From Newser, the Black Tie yacht drunks are back and still after your rights, peasant:
(Newser) – The push for stricter gun laws might not be quite so dead after all in the Senate. The New York Times reports that efforts are “quietly” underway to get something done on background checks and illegal trafficking. Joe Manchin and Pat Toomey, the co-sponsors of the background-check bill that got yanked last week, say they have been talking to colleagues to get rid of some objectionable loopholes. One potential compromise would allow a person who lives in a rural area to sell a weapon to someone without having to find a sporting goods store to facilitate.
So they’re admitting that they’re targeting “urban” people? At least they’re getting more honest about their racism.
Looks like that’ll be a 14th Amendment violation for lack of equal protection under the law.

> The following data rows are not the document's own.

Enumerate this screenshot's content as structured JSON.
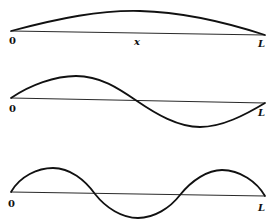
{
  "figure": {
    "panels": [
      {
        "mode": 1,
        "labels": {
          "start": "0",
          "middle": "x",
          "end": "L"
        }
      },
      {
        "mode": 2,
        "labels": {
          "start": "0",
          "end": "L"
        }
      },
      {
        "mode": 3,
        "labels": {
          "start": "0",
          "end": "L"
        }
      }
    ],
    "colors": {
      "stroke": "#111111",
      "axis": "#2a2a2a",
      "background": "#ffffff"
    }
  }
}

A separate initiative to crack down on illegal trafficking, which includes buying a weapon for someone who can’t legally own one, is being spearheaded by Democrat Kirsten Gillibrand and Republicans Kelly Ayotte and Chuck Grassley.
That last name is very interesting. Chuck Grassley has been the spearhead of the senate move against Obama’s Fast and Furious program wherein the ATF gave guns to the Mexican narcoterrorist cartels. He’s well aware of how anti-gun this administration is, he’s seen how the Department of Justice has held back and said nothing about Fast and Furious, and he’s well aware of the violent hatred of the Constitution demonstrated by this adminstration when it used the ATF to undermine the Second Amendment in order to push for gun control and oppression of citizens. He’s very knowledgeable on the subject.
The story notes this at the end:
Gun-control supporters are working on a national campaign to put pressure on those in the “no” camp.
Yup. They never stop. Ever. They have a need to destroy your rights. It’s what they do, it’s all they do, and they will never, ever stop until they have their boot stamping on a human face forever.